There was a rope tied to a humongous stone, that looked like it had just been dug
out of the earth. The hole looked like an entrance to an ancient underground tomb. We
grabbed the rope and climbed down. It was indeed a tomb, with the symbols of the
ancients all over the walls. The thieves had lit torches, and we could see their footprints
in the filth that covered the floor.
They had thrown everything about, and torn the stones out of the walls. We
looked through the rubble, hoping to find something they had not. There were jewels,
crowns, golden statues of cats, and our gods, but nothing that would give us a inkling to
where the stone was.
Jenel picked up an old gold cat, “Perhaps, they have it, Miss. What should we
do?” he walked toward me, tripped and dropped the cat.
When it shattered a small stone came rolling out.
“The stone of Omri!” Akasha shrieked, and grabbed it.
It was just a gray stone with the ancient writing on it. It could fit in the palm of
my hand. There was nothing that could propose that it could bring down a whole country.

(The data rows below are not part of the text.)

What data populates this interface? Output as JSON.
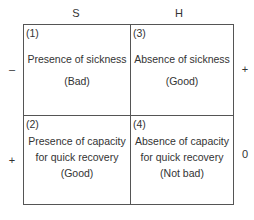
{
  "columns": [
    {
      "label": "S"
    },
    {
      "label": "H"
    }
  ],
  "rows": [
    {
      "left_sign": "–",
      "right_sign": "+"
    },
    {
      "left_sign": "+",
      "right_sign": "0"
    }
  ],
  "cells": [
    {
      "number": "(1)",
      "lines": [
        "Presence of sickness"
      ],
      "evaluation": "(Bad)"
    },
    {
      "number": "(3)",
      "lines": [
        "Absence of sickness"
      ],
      "evaluation": "(Good)"
    },
    {
      "number": "(2)",
      "lines": [
        "Presence of capacity",
        "for quick recovery"
      ],
      "evaluation": "(Good)"
    },
    {
      "number": "(4)",
      "lines": [
        "Absence of capacity",
        "for quick recovery"
      ],
      "evaluation": "(Not bad)"
    }
  ],
  "colors": {
    "line": "#555555",
    "text": "#333333",
    "background": "#ffffff"
  }
}
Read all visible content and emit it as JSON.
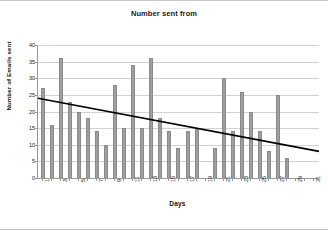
{
  "chart_data": {
    "type": "bar",
    "title": "Number sent from",
    "xlabel": "Days",
    "ylabel": "Number of Emails sent",
    "ylim": [
      0,
      40
    ],
    "ytick_step": 5,
    "yticks": [
      0,
      5,
      10,
      15,
      20,
      25,
      30,
      35,
      40
    ],
    "grid": true,
    "legend": false,
    "legend_position": "none",
    "bar_color": "#9e9e9e",
    "trendline_color": "#000000",
    "categories": [
      1,
      2,
      3,
      4,
      5,
      6,
      7,
      8,
      9,
      10,
      11,
      12,
      13,
      14,
      15,
      16,
      17,
      18,
      19,
      20,
      21,
      22,
      23,
      24,
      25,
      26,
      27,
      28,
      29,
      30,
      31
    ],
    "xtick_labels": [
      "1",
      "",
      "3",
      "",
      "5",
      "",
      "7",
      "",
      "9",
      "",
      "11",
      "",
      "13",
      "",
      "15",
      "",
      "17",
      "",
      "19",
      "",
      "21",
      "",
      "23",
      "",
      "25",
      "",
      "27",
      "",
      "29",
      "",
      "31"
    ],
    "values": [
      27,
      16,
      36,
      23,
      20,
      18,
      14,
      10,
      28,
      15,
      34,
      15,
      36,
      18,
      14,
      9,
      14,
      15,
      0,
      9,
      30,
      14,
      26,
      20,
      14,
      8,
      25,
      6,
      0,
      0,
      0
    ],
    "annotations": [
      {
        "type": "trendline",
        "kind": "linear",
        "y_start": 24,
        "y_end": 8,
        "x_start": 1,
        "x_end": 31
      }
    ]
  }
}
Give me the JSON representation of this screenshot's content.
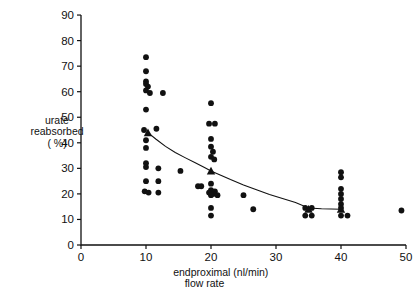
{
  "chart_data": {
    "type": "scatter",
    "title": "",
    "xlabel": "endproximal (nl/min) flow rate",
    "xlabel_line1": "endproximal (nl/min)",
    "xlabel_line2": "flow rate",
    "ylabel": "urate reabsorbed (%)",
    "ylabel_line1": "urate",
    "ylabel_line2": "reabsorbed",
    "ylabel_line3": "( %)",
    "xlim": [
      0,
      50
    ],
    "ylim": [
      0,
      90
    ],
    "xticks": [
      0,
      10,
      20,
      30,
      40,
      50
    ],
    "yticks": [
      0,
      10,
      20,
      30,
      40,
      50,
      60,
      70,
      80,
      90
    ],
    "xtick_labels": [
      "0",
      "10",
      "20",
      "30",
      "40",
      "50"
    ],
    "ytick_labels": [
      "0",
      "10",
      "20",
      "30",
      "40",
      "50",
      "60",
      "70",
      "80",
      "90"
    ],
    "grid": false,
    "legend": null,
    "series": [
      {
        "name": "individual measurements",
        "marker": "filled-circle",
        "color": "#111111",
        "points": [
          [
            10.0,
            73.5
          ],
          [
            10.0,
            68.0
          ],
          [
            10.0,
            64.0
          ],
          [
            10.0,
            63.0
          ],
          [
            10.3,
            62.0
          ],
          [
            10.0,
            60.5
          ],
          [
            10.6,
            59.5
          ],
          [
            12.6,
            59.5
          ],
          [
            10.0,
            53.0
          ],
          [
            9.7,
            45.0
          ],
          [
            11.6,
            45.5
          ],
          [
            10.0,
            41.0
          ],
          [
            10.0,
            38.0
          ],
          [
            10.0,
            32.0
          ],
          [
            10.0,
            30.5
          ],
          [
            11.9,
            30.0
          ],
          [
            10.0,
            25.0
          ],
          [
            11.9,
            25.0
          ],
          [
            9.8,
            21.0
          ],
          [
            10.4,
            20.5
          ],
          [
            11.9,
            20.5
          ],
          [
            15.3,
            29.0
          ],
          [
            18.0,
            23.0
          ],
          [
            20.0,
            55.5
          ],
          [
            19.7,
            47.5
          ],
          [
            20.6,
            47.5
          ],
          [
            20.0,
            41.5
          ],
          [
            20.0,
            38.5
          ],
          [
            20.3,
            36.5
          ],
          [
            20.0,
            34.5
          ],
          [
            20.5,
            33.5
          ],
          [
            20.0,
            24.0
          ],
          [
            18.5,
            23.0
          ],
          [
            20.0,
            21.5
          ],
          [
            20.6,
            21.0
          ],
          [
            19.7,
            20.5
          ],
          [
            20.3,
            20.0
          ],
          [
            20.0,
            19.5
          ],
          [
            21.0,
            19.5
          ],
          [
            20.0,
            14.5
          ],
          [
            20.0,
            11.5
          ],
          [
            25.0,
            19.5
          ],
          [
            26.5,
            14.0
          ],
          [
            34.5,
            14.5
          ],
          [
            35.5,
            14.5
          ],
          [
            34.5,
            11.5
          ],
          [
            35.5,
            11.5
          ],
          [
            40.0,
            28.5
          ],
          [
            40.0,
            26.5
          ],
          [
            40.0,
            22.0
          ],
          [
            40.0,
            20.0
          ],
          [
            40.0,
            18.0
          ],
          [
            40.0,
            16.0
          ],
          [
            40.0,
            14.5
          ],
          [
            40.0,
            11.5
          ],
          [
            41.0,
            11.5
          ],
          [
            49.3,
            13.5
          ]
        ]
      },
      {
        "name": "group means",
        "marker": "filled-triangle",
        "color": "#111111",
        "points": [
          [
            10.3,
            44.0
          ],
          [
            20.0,
            29.0
          ],
          [
            35.0,
            14.0
          ],
          [
            40.0,
            14.0
          ]
        ]
      }
    ],
    "fit_curve": {
      "name": "fitted decay curve",
      "color": "#111111",
      "points": [
        [
          10.3,
          44.0
        ],
        [
          11.5,
          41.5
        ],
        [
          13.0,
          38.6
        ],
        [
          14.5,
          36.2
        ],
        [
          16.0,
          34.2
        ],
        [
          17.5,
          32.3
        ],
        [
          19.0,
          30.3
        ],
        [
          20.0,
          29.0
        ],
        [
          21.5,
          27.3
        ],
        [
          23.0,
          25.6
        ],
        [
          25.0,
          23.5
        ],
        [
          27.0,
          21.6
        ],
        [
          29.0,
          19.8
        ],
        [
          31.0,
          18.2
        ],
        [
          33.0,
          16.6
        ],
        [
          35.0,
          14.5
        ],
        [
          37.0,
          14.2
        ],
        [
          40.0,
          14.0
        ]
      ]
    }
  }
}
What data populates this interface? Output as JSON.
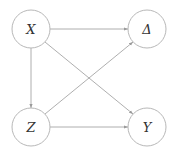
{
  "diagram": {
    "type": "directed-graph",
    "nodes": [
      {
        "id": "X",
        "label": "X",
        "cx": 31,
        "cy": 29,
        "r": 19
      },
      {
        "id": "D",
        "label": "Δ",
        "cx": 147,
        "cy": 29,
        "r": 19
      },
      {
        "id": "Z",
        "label": "Z",
        "cx": 31,
        "cy": 127,
        "r": 19
      },
      {
        "id": "Y",
        "label": "Y",
        "cx": 147,
        "cy": 127,
        "r": 19
      }
    ],
    "edges": [
      {
        "from": "X",
        "to": "D"
      },
      {
        "from": "X",
        "to": "Z"
      },
      {
        "from": "X",
        "to": "Y"
      },
      {
        "from": "Z",
        "to": "D"
      },
      {
        "from": "Z",
        "to": "Y"
      }
    ],
    "colors": {
      "node_stroke": "#b8b8b8",
      "edge": "#9a9a9a",
      "label": "#333333"
    }
  }
}
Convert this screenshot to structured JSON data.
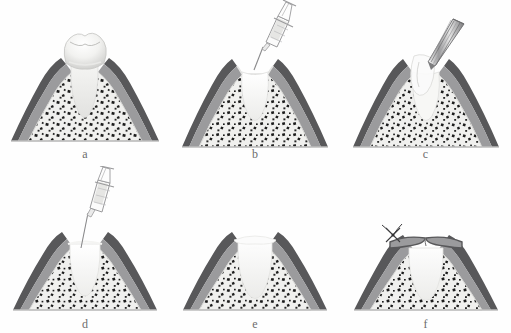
{
  "figure": {
    "layout": {
      "rows": 2,
      "columns": 3,
      "width": 511,
      "height": 333
    },
    "style": "grayscale medical line illustration"
  },
  "colors": {
    "background": "#ffffff",
    "gingiva_outer": "#58585a",
    "gingiva_mid": "#9b9b9d",
    "gingiva_inner": "#b4b4b6",
    "bone_fill": "#f0f0ee",
    "bone_speckle": "#1c1c1c",
    "tooth_light": "#fafafa",
    "tooth_shadow": "#d9d9d9",
    "socket_fill": "#f4f4f2",
    "graft_fill": "#f6f6f4",
    "instrument_stroke": "#777779",
    "syringe_fluid": "#e6e6e4",
    "baseline": "#bdbdbd",
    "label_text": "#6d6d6d"
  },
  "panels": [
    {
      "id": "a",
      "label": "a",
      "caption": "Tooth in situ prior to extraction",
      "has_tooth": true,
      "has_syringe": false,
      "has_curette": false,
      "has_graft": false,
      "has_suture": false,
      "socket_state": "occupied-by-root"
    },
    {
      "id": "b",
      "label": "b",
      "caption": "Irrigation of the empty extraction socket with a syringe",
      "has_tooth": false,
      "has_syringe": true,
      "has_curette": false,
      "has_graft": false,
      "has_suture": false,
      "socket_state": "empty"
    },
    {
      "id": "c",
      "label": "c",
      "caption": "Debridement of the socket with a tapered hand instrument",
      "has_tooth": false,
      "has_syringe": false,
      "has_curette": true,
      "has_graft": false,
      "has_suture": false,
      "socket_state": "debrided"
    },
    {
      "id": "d",
      "label": "d",
      "caption": "Delivery of graft material into the socket by syringe",
      "has_tooth": false,
      "has_syringe": true,
      "has_curette": false,
      "has_graft": true,
      "has_suture": false,
      "socket_state": "being-filled"
    },
    {
      "id": "e",
      "label": "e",
      "caption": "Socket completely filled with graft material",
      "has_tooth": false,
      "has_syringe": false,
      "has_curette": false,
      "has_graft": true,
      "has_suture": false,
      "socket_state": "grafted"
    },
    {
      "id": "f",
      "label": "f",
      "caption": "Soft tissue flaps approximated and closed with a suture",
      "has_tooth": false,
      "has_syringe": false,
      "has_curette": false,
      "has_graft": true,
      "has_suture": true,
      "socket_state": "closed"
    }
  ]
}
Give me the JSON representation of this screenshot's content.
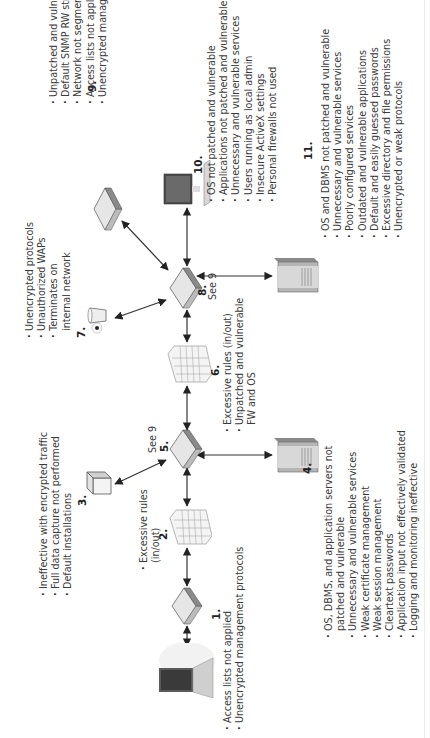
{
  "diagram": {
    "orientation": "rotated 90 degrees counter-clockwise",
    "nodes": [
      {
        "id": "laptop",
        "number": "",
        "type": "laptop",
        "notes": []
      },
      {
        "id": "1",
        "number": "1.",
        "type": "router",
        "notes": [
          "Access lists not applied",
          "Unencrypted management protocols"
        ]
      },
      {
        "id": "2",
        "number": "2.",
        "type": "firewall",
        "notes": [
          "Excessive rules",
          "(in/out)"
        ]
      },
      {
        "id": "3",
        "number": "3.",
        "type": "ids-box",
        "notes": [
          "Ineffective with encrypted traffic",
          "Full data capture not performed",
          "Default installations"
        ]
      },
      {
        "id": "4",
        "number": "4.",
        "type": "server",
        "notes": [
          "OS, DBMS, and application servers not",
          "patched and vulnerable",
          "Unnecessary and vulnerable services",
          "Weak certificate management",
          "Weak session management",
          "Cleartext passwords",
          "Application input not effectively validated",
          "Logging and monitoring ineffective"
        ]
      },
      {
        "id": "5",
        "number": "5.",
        "type": "router",
        "see": "See 9",
        "notes": []
      },
      {
        "id": "6",
        "number": "6.",
        "type": "firewall",
        "notes": [
          "Excessive rules (in/out)",
          "Unpatched and vulnerable",
          "FW and OS"
        ]
      },
      {
        "id": "7",
        "number": "7.",
        "type": "wireless-access-point",
        "notes": [
          "Unencrypted protocols",
          "Unauthorized WAPs",
          "Terminates on",
          "internal network"
        ]
      },
      {
        "id": "8",
        "number": "8.",
        "type": "router",
        "see": "See 9",
        "notes": []
      },
      {
        "id": "9",
        "number": "9.",
        "type": "switch",
        "notes": [
          "Unpatched and vulnerable services",
          "Default SNMP RW strings",
          "Network not segmented",
          "Access lists not applied",
          "Unencrypted management protocols"
        ]
      },
      {
        "id": "10",
        "number": "10.",
        "type": "desktop",
        "notes": [
          "OS not patched and vulnerable",
          "Applications not patched and vulnerable",
          "Unnecessary and vulnerable services",
          "Users running as local admin",
          "Insecure ActiveX settings",
          "Personal firewalls not used"
        ]
      },
      {
        "id": "11",
        "number": "11.",
        "type": "server",
        "notes": [
          "OS and DBMS not patched and vulnerable",
          "Unnecessary and vulnerable services",
          "Poorly configured services",
          "Outdated and vulnerable applications",
          "Default and easily guessed passwords",
          "Excessive directory and file permissions",
          "Unencrypted or weak protocols"
        ]
      }
    ],
    "edges": [
      [
        "laptop",
        "1"
      ],
      [
        "1",
        "2"
      ],
      [
        "2",
        "5"
      ],
      [
        "5",
        "3"
      ],
      [
        "5",
        "4"
      ],
      [
        "5",
        "6"
      ],
      [
        "6",
        "8"
      ],
      [
        "8",
        "7"
      ],
      [
        "8",
        "9"
      ],
      [
        "8",
        "10"
      ],
      [
        "8",
        "11"
      ]
    ]
  },
  "labels": {
    "n1": "1.",
    "n2": "2.",
    "n3": "3.",
    "n4": "4.",
    "n5": "5.",
    "n6": "6.",
    "n7": "7.",
    "n8": "8.",
    "n9": "9.",
    "n10": "10.",
    "n11": "11.",
    "see5": "See 9",
    "see8": "See 9",
    "notes1": [
      "Access lists not applied",
      "Unencrypted management protocols"
    ],
    "notes2": [
      "Excessive rules",
      "(in/out)"
    ],
    "notes3": [
      "Ineffective with encrypted traffic",
      "Full data capture not performed",
      "Default installations"
    ],
    "notes4": [
      "OS, DBMS, and application servers not",
      "patched and vulnerable",
      "Unnecessary and vulnerable services",
      "Weak certificate management",
      "Weak session management",
      "Cleartext passwords",
      "Application input not effectively validated",
      "Logging and monitoring ineffective"
    ],
    "notes6": [
      "Excessive rules (in/out)",
      "Unpatched and vulnerable",
      "FW and OS"
    ],
    "notes7": [
      "Unencrypted protocols",
      "Unauthorized WAPs",
      "Terminates on",
      "internal network"
    ],
    "notes9": [
      "Unpatched and vulnerable services",
      "Default SNMP RW strings",
      "Network not segmented",
      "Access lists not applied",
      "Unencrypted management protocols"
    ],
    "notes10": [
      "OS not patched and vulnerable",
      "Applications not patched and vulnerable",
      "Unnecessary and vulnerable services",
      "Users running as local admin",
      "Insecure ActiveX settings",
      "Personal firewalls not used"
    ],
    "notes11": [
      "OS and DBMS not patched and vulnerable",
      "Unnecessary and vulnerable services",
      "Poorly configured services",
      "Outdated and vulnerable applications",
      "Default and easily guessed passwords",
      "Excessive directory and file permissions",
      "Unencrypted or weak protocols"
    ]
  },
  "colors": {
    "text": "#3a3a3a",
    "line": "#333333",
    "device_light": "#e8e8e8",
    "device_dark": "#555555"
  }
}
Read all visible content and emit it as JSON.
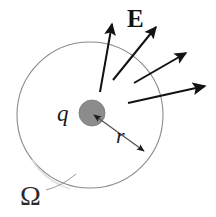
{
  "figure": {
    "labels": {
      "field_vector": "E",
      "charge": "q",
      "radius": "r",
      "surface": "Ω"
    },
    "colors": {
      "background": "#ffffff",
      "circle_stroke": "#8a8a8a",
      "charge_fill": "#8c8c8c",
      "charge_stroke": "#6f6f6f",
      "arrow": "#121212",
      "radius_line": "#555555",
      "leader_line": "#9a9a9a",
      "text": "#1a1a1a"
    },
    "geometry": {
      "canvas": {
        "width": 216,
        "height": 217
      },
      "gaussian_circle": {
        "cx": 90,
        "cy": 115,
        "r": 73,
        "stroke_width": 1.1
      },
      "charge_disc": {
        "cx": 92,
        "cy": 113,
        "r": 13
      },
      "radius_arrow": {
        "from": {
          "x": 92,
          "y": 113
        },
        "to": {
          "x": 146,
          "y": 153
        },
        "double_headed": true
      },
      "omega_leader": {
        "from": {
          "x": 48,
          "y": 191
        },
        "to": {
          "x": 74,
          "y": 176
        }
      },
      "field_arrows": [
        {
          "tail": {
            "x": 100,
            "y": 90
          },
          "tip": {
            "x": 113,
            "y": 16
          }
        },
        {
          "tail": {
            "x": 112,
            "y": 79
          },
          "tip": {
            "x": 160,
            "y": 20
          }
        },
        {
          "tail": {
            "x": 133,
            "y": 82
          },
          "tip": {
            "x": 190,
            "y": 49
          }
        },
        {
          "tail": {
            "x": 127,
            "y": 102
          },
          "tip": {
            "x": 210,
            "y": 85
          }
        }
      ]
    }
  }
}
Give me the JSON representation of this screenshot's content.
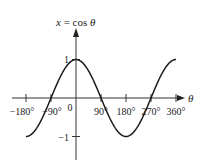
{
  "chart_data": {
    "type": "line",
    "title": "",
    "ylabel": "x = cos θ",
    "ylabel_parts": {
      "var": "x",
      "eq": " = cos ",
      "theta": "θ"
    },
    "xlabel": "θ",
    "x_ticks": [
      -180,
      -90,
      0,
      90,
      180,
      270,
      360
    ],
    "x_tick_labels": [
      "−180°",
      "−90°",
      "0",
      "90°",
      "180°",
      "270°",
      "360°"
    ],
    "y_ticks": [
      1,
      -1
    ],
    "y_tick_labels": [
      "1",
      "−1"
    ],
    "xlim": [
      -180,
      360
    ],
    "ylim": [
      -1,
      1
    ],
    "grid": false,
    "legend": null,
    "series": [
      {
        "name": "cos θ",
        "function": "cos",
        "x": [
          -180,
          -135,
          -90,
          -45,
          0,
          45,
          90,
          135,
          180,
          225,
          270,
          315,
          360
        ],
        "y": [
          -1,
          -0.707,
          0,
          0.707,
          1,
          0.707,
          0,
          -0.707,
          -1,
          -0.707,
          0,
          0.707,
          1
        ]
      }
    ],
    "colors": {
      "curve": "#1a1a1a",
      "axes": "#333333"
    }
  }
}
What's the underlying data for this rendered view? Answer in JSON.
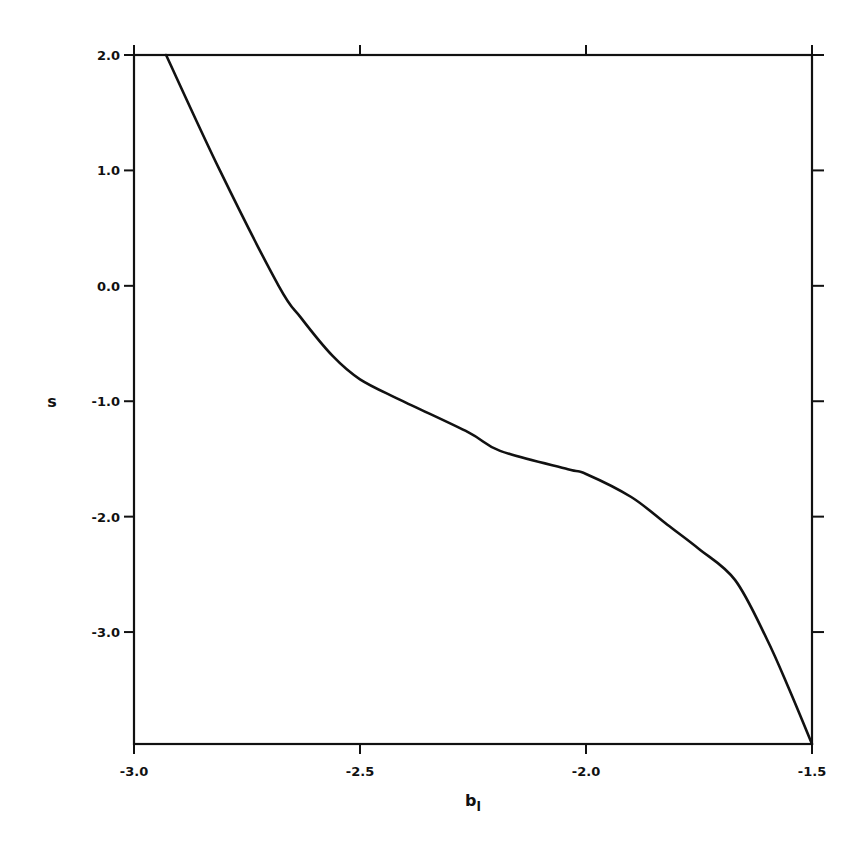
{
  "chart_data": {
    "type": "line",
    "title": "",
    "xlabel": "b_l",
    "xlabel_main": "b",
    "xlabel_sub": "l",
    "ylabel": "s",
    "xlim": [
      -3.0,
      -1.5
    ],
    "ylim": [
      -3.97,
      2.0
    ],
    "grid": false,
    "legend": null,
    "x_ticks": [
      -3.0,
      -2.5,
      -2.0,
      -1.5
    ],
    "x_tick_labels": [
      "-3.0",
      "-2.5",
      "-2.0",
      "-1.5"
    ],
    "y_ticks": [
      2.0,
      1.0,
      0.0,
      -1.0,
      -2.0,
      -3.0
    ],
    "y_tick_labels": [
      "2.0",
      "1.0",
      "0.0",
      "-1.0",
      "-2.0",
      "-3.0"
    ],
    "series": [
      {
        "name": "s(b_l)",
        "color": "#111111",
        "x": [
          -2.929,
          -2.81,
          -2.68,
          -2.63,
          -2.56,
          -2.5,
          -2.41,
          -2.26,
          -2.19,
          -2.04,
          -2.0,
          -1.9,
          -1.82,
          -1.75,
          -1.67,
          -1.6,
          -1.55,
          -1.5
        ],
        "y": [
          2.0,
          1.0,
          0.0,
          -0.28,
          -0.61,
          -0.81,
          -0.99,
          -1.27,
          -1.43,
          -1.59,
          -1.63,
          -1.83,
          -2.07,
          -2.28,
          -2.55,
          -3.06,
          -3.5,
          -3.97
        ]
      }
    ]
  },
  "layout": {
    "plot_left": 134,
    "plot_right": 812,
    "plot_top": 55,
    "plot_bottom": 744
  }
}
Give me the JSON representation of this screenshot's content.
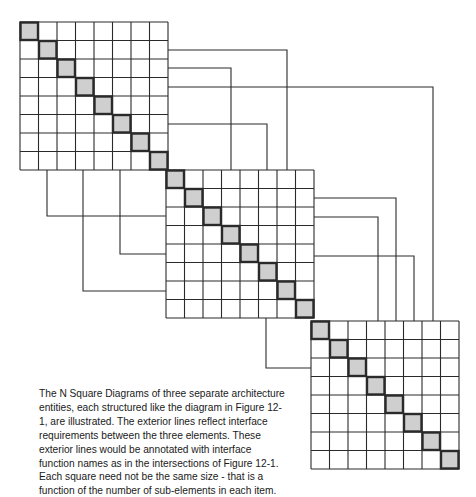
{
  "figure": {
    "caption": "The N Square Diagrams of three separate architecture entities, each structured like the diagram in Figure 12-1, are illustrated. The exterior lines reflect interface requirements between the three elements.  These exterior lines would be annotated with interface function names as in the intersections of Figure 12-1. Each square need not be the same size - that is a function of the number of sub-elements in each item.",
    "colors": {
      "line": "#2a2a2a",
      "diagonal_fill": "#cfcfcf",
      "diagonal_border": "#2a2a2a",
      "background": "#ffffff"
    }
  },
  "grids": [
    {
      "name": "entity-1",
      "x": 20,
      "y": 22,
      "n": 8,
      "cell": 18.5
    },
    {
      "name": "entity-2",
      "x": 166,
      "y": 170,
      "n": 8,
      "cell": 18.5
    },
    {
      "name": "entity-3",
      "x": 311,
      "y": 321,
      "n": 8,
      "cell": 18.5
    }
  ],
  "connectors": [
    {
      "from": "entity-1",
      "to": "entity-2",
      "points": [
        [
          168,
          50
        ],
        [
          287,
          50
        ],
        [
          287,
          170
        ]
      ]
    },
    {
      "from": "entity-1",
      "to": "entity-2",
      "points": [
        [
          168,
          68
        ],
        [
          231,
          68
        ],
        [
          231,
          170
        ]
      ]
    },
    {
      "from": "entity-1",
      "to": "entity-3",
      "points": [
        [
          168,
          87
        ],
        [
          433,
          87
        ],
        [
          433,
          321
        ]
      ]
    },
    {
      "from": "entity-1",
      "to": "entity-2",
      "points": [
        [
          168,
          124
        ],
        [
          267,
          124
        ],
        [
          267,
          170
        ]
      ]
    },
    {
      "from": "entity-1",
      "to": "entity-2",
      "points": [
        [
          47,
          170
        ],
        [
          47,
          216
        ],
        [
          166,
          216
        ]
      ]
    },
    {
      "from": "entity-1",
      "to": "entity-2",
      "points": [
        [
          83,
          170
        ],
        [
          83,
          291
        ],
        [
          166,
          291
        ]
      ]
    },
    {
      "from": "entity-1",
      "to": "entity-2",
      "points": [
        [
          120,
          170
        ],
        [
          120,
          254
        ],
        [
          166,
          254
        ]
      ]
    },
    {
      "from": "entity-2",
      "to": "entity-3",
      "points": [
        [
          314,
          198
        ],
        [
          396,
          198
        ],
        [
          396,
          321
        ]
      ]
    },
    {
      "from": "entity-2",
      "to": "entity-3",
      "points": [
        [
          314,
          217
        ],
        [
          378,
          217
        ],
        [
          378,
          321
        ]
      ]
    },
    {
      "from": "entity-2",
      "to": "entity-3",
      "points": [
        [
          314,
          256
        ],
        [
          414,
          256
        ],
        [
          414,
          321
        ]
      ]
    },
    {
      "from": "entity-2",
      "to": "entity-3",
      "points": [
        [
          266,
          318
        ],
        [
          266,
          368
        ],
        [
          311,
          368
        ]
      ]
    }
  ]
}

As it had in ancient times.
“Hey! I heard something from over there!” The thieves came running down the
corridor.
“Quickly! Give me the stone!” Akasha threw it to me, and I placed it in a crack in
the wall, where it could not be seen.
The thieves came in the room.
“Well, well. Look who followed us in,” Kayman said. “Tie them up.”
We were tied to large columns in that room. They never found the stone, and
Kayman swore it was because of us. And as a penalty, he said, we were to be
concealed in the tomb.
So while we struggled to break from the ropes that bound us, they climbed up the
rope, cut it and push the large stone over the opening.
Oh, Isis, I prayed as I gazed at what would be my last view of the stars.
That is how we came to be in this tomb. We found a way to get untied, and spent
the next two days searching for a way out. But this place is so vast that we did not even
cover half of it. I fear we will never see the light of day again.
Jenel has been sitting in his corner for hours. He doesn’t talk. And he barely even
touched his food. Every now and then we see him shake, or hear him whimper.
We are down to our last torch, and I will not be able to write much longer. I do
not know what will happen to us. I can only pray. But are our gods actual or just gold
statues? I’m afraid I will find out sooner than I wish. We cannot last long in here and I
fear the end.
This scroll is short and the torch it practically out, so I must bid you farewell.